With lockdowns and social distancing measures keeping people at home, tenants in the U.S. are struggling to make their rental payments.
According to a new report from Bryan Reid, executive director of MSCI Research, and Niel Harmse, senior associate at Global Real Estate Research, their rent relief requests are starting to affect equity investors. Reid and Harmse analyzed fund and asset level data for 107 real estate funds in the UK, Europe, Australia and North America.
Unsurprisingly, the pandemic hit retail and hotel rental revenues the hardest. From December to June, the NOI of retail wealth declined 21.4% and hotel wealth declined 39.7%. NOI growth was flat in the office and residential sectors, while the industrial sector rose 1.4%, according to the MSCI Global Quarterly Property Fund Index.
Reid and Harmse also rated the distribution returns among the funds they tracked to see if they are revealing something that property income isn't. Globally, they saw the spread between the NOI yield on assets and the distribution yield widen by 20 basis points.
"Because their cash flows were disrupted, many funds have adjusted shareholder distributions by slowing, suspending or postponing payouts," wrote Reid and Harmse. "As a result, the spread between asset-level NOI returns and fund distribution returns has widened, suggesting that property-level rental income may be below provisions."
While investor debt as a percentage of gross asset value at the core of MSCI's open property indices has fallen to pre-financial crisis levels, rent cuts during the pandemic could potentially make it difficult for some borrowers to service their loans.
Reid and Harmse calculate simple debt service coverage ratios using data from the MSCI / PREA US ACOE Quarterly Property Fund Index. They found that massive drops in sales had a significant impact on rates.
At the end of 2019, the NOI to borrowing cost ratio for retail was 5.0. Six months later it fell to 3.3. "While the retail assets in the US ACOE index still generated more than three times as much NOI as the cost of borrowing, the observed reduction in the buffer could also be repeated outside the core markets," write Reid and Harmse. "Therefore, with assets with higher debt or less pre-pandemic buffer, the drop in income could lead to more serious maintenance risks."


Problem details: Return every line of the records below verbatim, with no pictures in the copy.

[Start of section]

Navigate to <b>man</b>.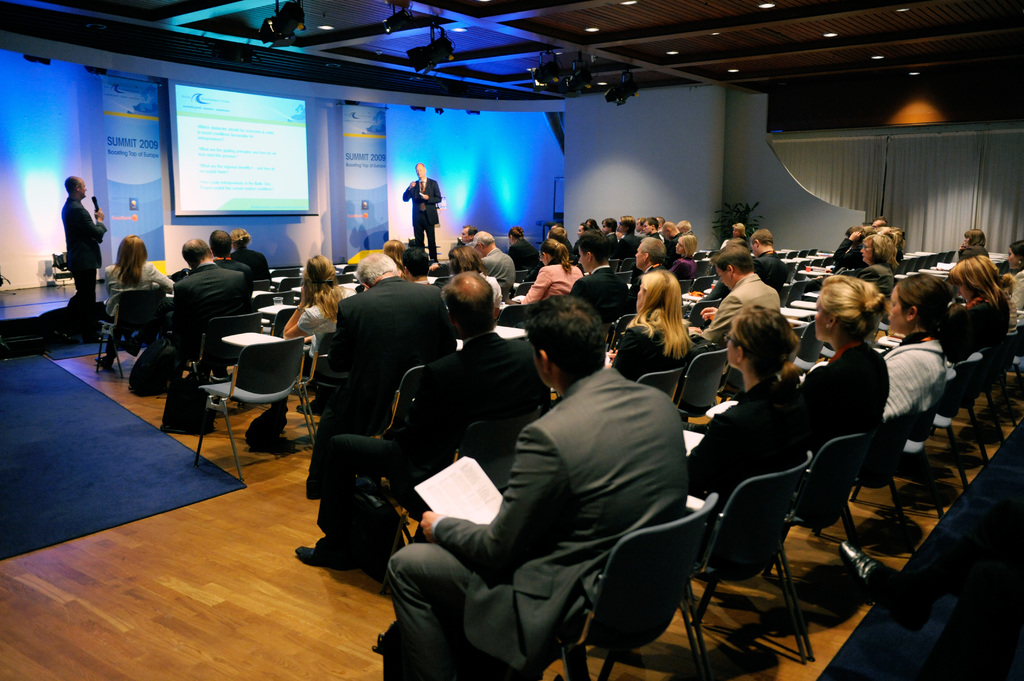
Navigation target: left=570, top=233, right=636, bottom=338.
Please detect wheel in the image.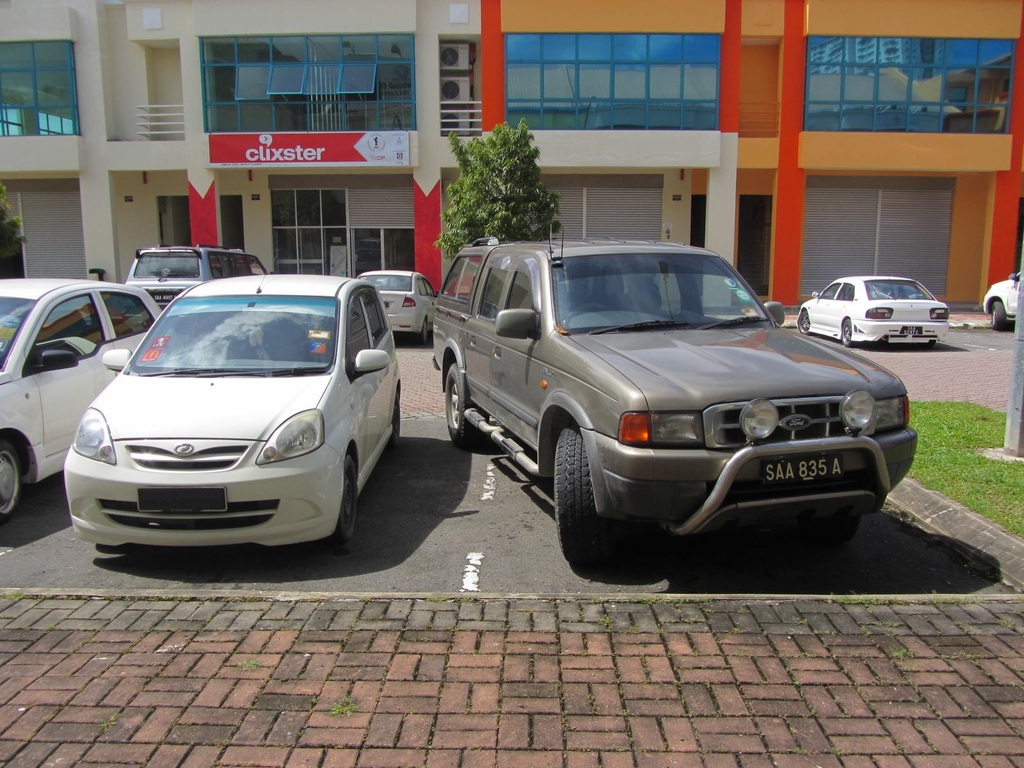
locate(991, 300, 1003, 331).
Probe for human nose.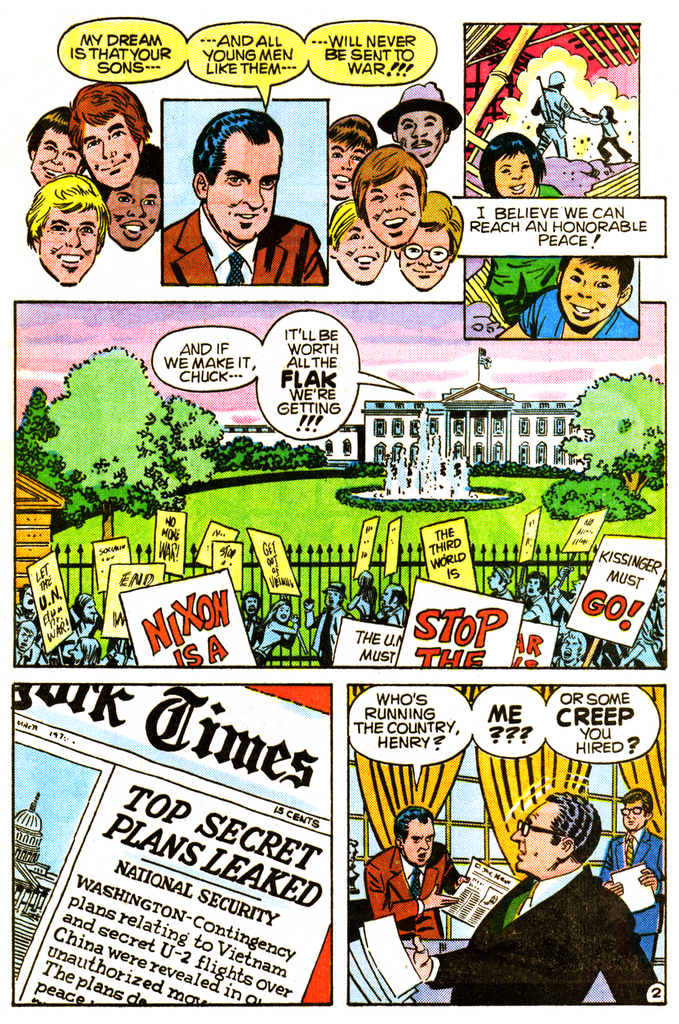
Probe result: [left=511, top=169, right=525, bottom=180].
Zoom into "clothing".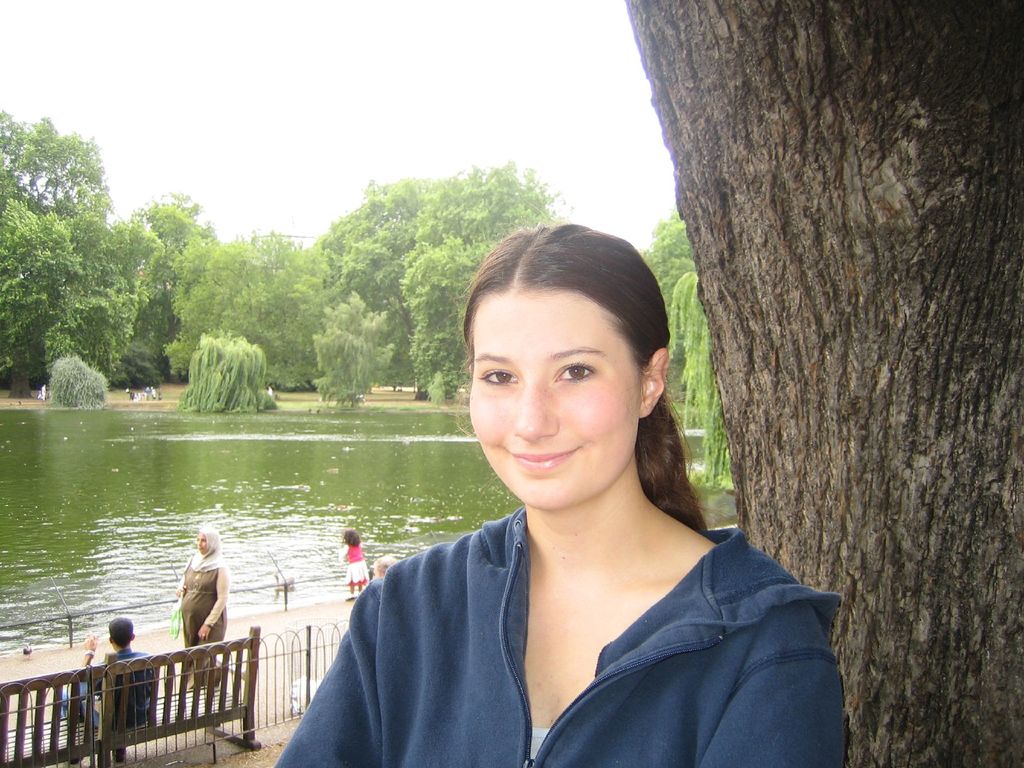
Zoom target: 344,548,376,588.
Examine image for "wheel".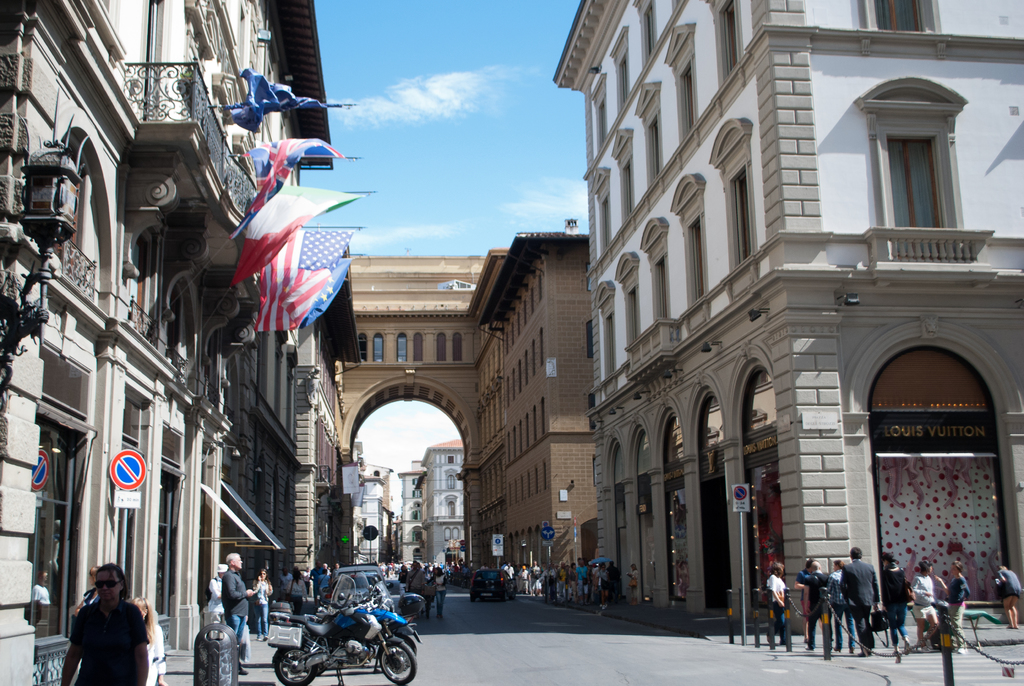
Examination result: 511/590/516/600.
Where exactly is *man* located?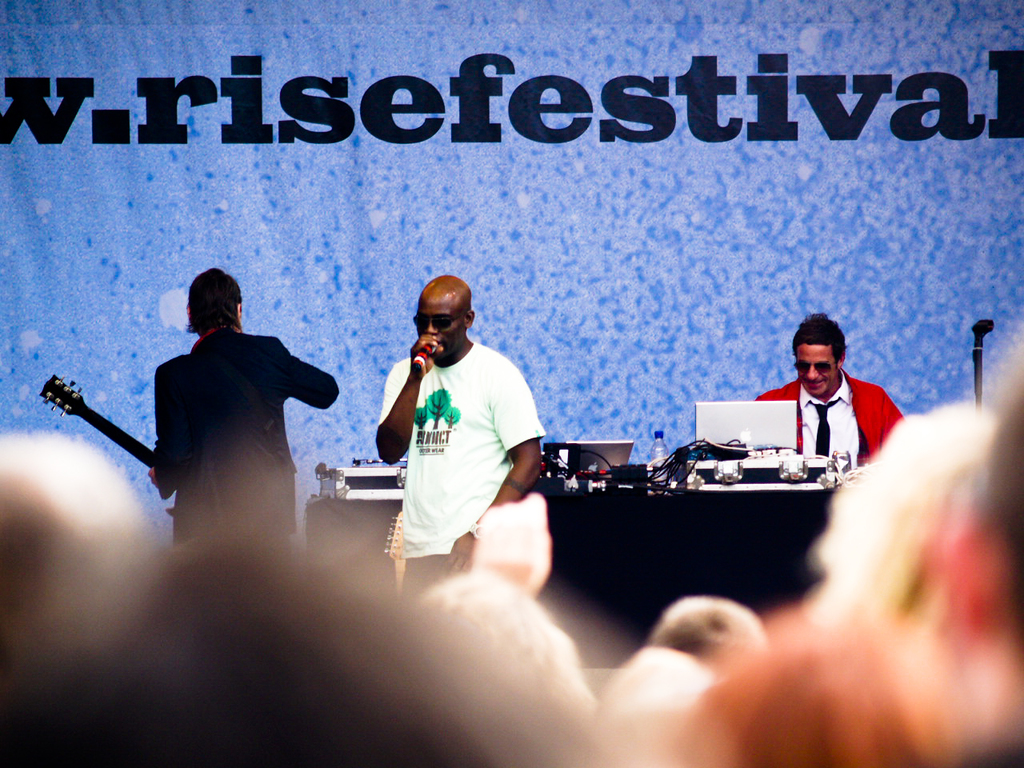
Its bounding box is bbox=(646, 596, 770, 662).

[End of section]

Answer box:
Navigate to <b>man</b>.
Navigation target: left=570, top=233, right=636, bottom=338.
Please detect wheel in the image.
locate(991, 300, 1003, 331).
Probe for human nose.
Probe result: [left=511, top=169, right=525, bottom=180].
Zoom into "clothing".
Zoom target: 344,548,376,588.
Examine image for "wheel".
Examination result: 511/590/516/600.
Where exactly is *man* located?
Its bounding box is bbox=(646, 596, 770, 662).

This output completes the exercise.